Geoff EalesPlaying piano for the BBC Big Band might typecast you as a swinger who turns few unplanned corners, but that would be unfair both to that increasingly loose-limbed ensemble and the irrepressible Geoff Eales, who occupies its piano chair. Eales was launching a solo album and exploring an impromptu duet relationship with Michael Garrick - an influential older-generation British pianist recently reprofiled through DJ Gilles Peterson's Impressed albums - at St Cyprian's church, near Baker Street.


This new fortnightly gig has been set up to catch listeners on their way home, who don't generally get to jazz clubs at midnight - but if Eales or Garrick were disoriented by the earliness of the hour, it didn't hamper their inclination to play as if time were pressing.
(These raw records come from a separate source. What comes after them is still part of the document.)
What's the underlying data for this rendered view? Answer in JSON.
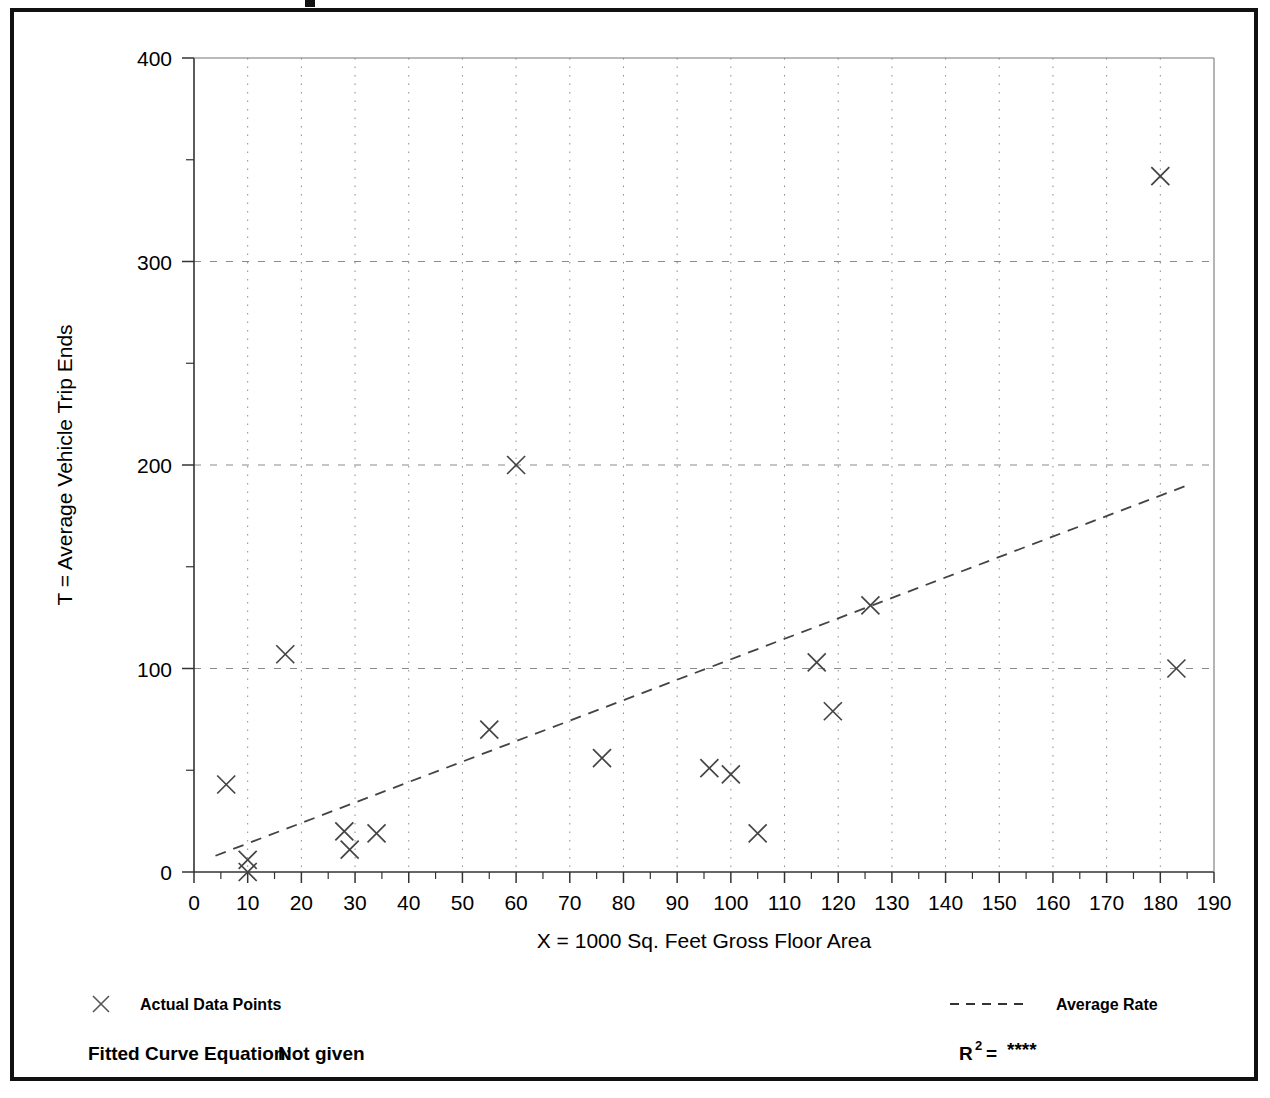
{
  "figure": {
    "frame_border_color": "#111111",
    "background": "#ffffff"
  },
  "axes": {
    "y_title": "T = Average Vehicle Trip Ends",
    "x_title": "X = 1000 Sq. Feet Gross Floor Area",
    "y_ticks": [
      "0",
      "100",
      "200",
      "300",
      "400"
    ],
    "x_ticks": [
      "0",
      "10",
      "20",
      "30",
      "40",
      "50",
      "60",
      "70",
      "80",
      "90",
      "100",
      "110",
      "120",
      "130",
      "140",
      "150",
      "160",
      "170",
      "180",
      "190"
    ]
  },
  "legend": {
    "data_points_label": "Actual Data Points",
    "data_points_marker": "x-marker-icon",
    "average_rate_label": "Average Rate",
    "average_rate_marker": "dashed-line-icon"
  },
  "footer": {
    "fitted_curve_label": "Fitted Curve Equation:",
    "fitted_curve_value": "Not given",
    "r_squared_label": "R",
    "r_squared_exponent": "2",
    "r_squared_equals": "=",
    "r_squared_value": "****"
  },
  "chart_data": {
    "type": "scatter",
    "title": "",
    "xlabel": "X = 1000 Sq. Feet Gross Floor Area",
    "ylabel": "T = Average Vehicle Trip Ends",
    "xlim": [
      0,
      190
    ],
    "ylim": [
      0,
      400
    ],
    "x_major_step": 10,
    "y_major_step": 100,
    "y_minor_step": 50,
    "grid": true,
    "grid_style": "dotted-vertical-and-dashed-horizontal",
    "legend_position": "below-plot",
    "series": [
      {
        "name": "Actual Data Points",
        "type": "scatter",
        "marker": "x",
        "color": "#444444",
        "points": [
          {
            "x": 6,
            "y": 43
          },
          {
            "x": 10,
            "y": 6
          },
          {
            "x": 10,
            "y": 0
          },
          {
            "x": 17,
            "y": 107
          },
          {
            "x": 28,
            "y": 20
          },
          {
            "x": 29,
            "y": 11
          },
          {
            "x": 34,
            "y": 19
          },
          {
            "x": 55,
            "y": 70
          },
          {
            "x": 60,
            "y": 200
          },
          {
            "x": 76,
            "y": 56
          },
          {
            "x": 96,
            "y": 51
          },
          {
            "x": 100,
            "y": 48
          },
          {
            "x": 105,
            "y": 19
          },
          {
            "x": 116,
            "y": 103
          },
          {
            "x": 119,
            "y": 79
          },
          {
            "x": 126,
            "y": 131
          },
          {
            "x": 180,
            "y": 342
          },
          {
            "x": 183,
            "y": 100
          }
        ]
      },
      {
        "name": "Average Rate",
        "type": "line",
        "style": "dashed",
        "color": "#444444",
        "endpoints": [
          {
            "x": 4,
            "y": 8
          },
          {
            "x": 185,
            "y": 190
          }
        ]
      }
    ]
  }
}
Garrick, a sophisticated composer who plays piano with a composer's selectiveness, was the more spare and succinct of the two. Eales, an admirer of Keith Jarrett, with a formidable technique whose lyrical sense doesn't break down at high speeds, was the more imperious and dramatic - though the intensity of much of his playing had more of a struggle with the acoustics of the church.

Eales echoed the chiming, silvery, songlike sound and low-note thunder of the Jarrett of Koln Concert vintage on an ecstatic hymn-like piece, and he and Garrick together generated a wild, rolling swing scattered with call-and-response exchanges on Herbie Hancock's Dolphin Dance. A Garrick original, Prayer, found the composer exploring soft, slowly shifting harmonies, interrupted by a feverish, silent-movie-score ragtime feel. The two then came together again for Jarrett's My Song, a mix of feathery melody lines and pumping left-hand vamps. Garrick threw quotes from The Entertainer and Rustle of Spring into a flying duet on a Charlie Parker theme, and an initially pensive and then swinging Autumn Leaves found both men giving the ambience of the space more time to absorb the music. Graceful piano jazz, from compellingly contrasting performers.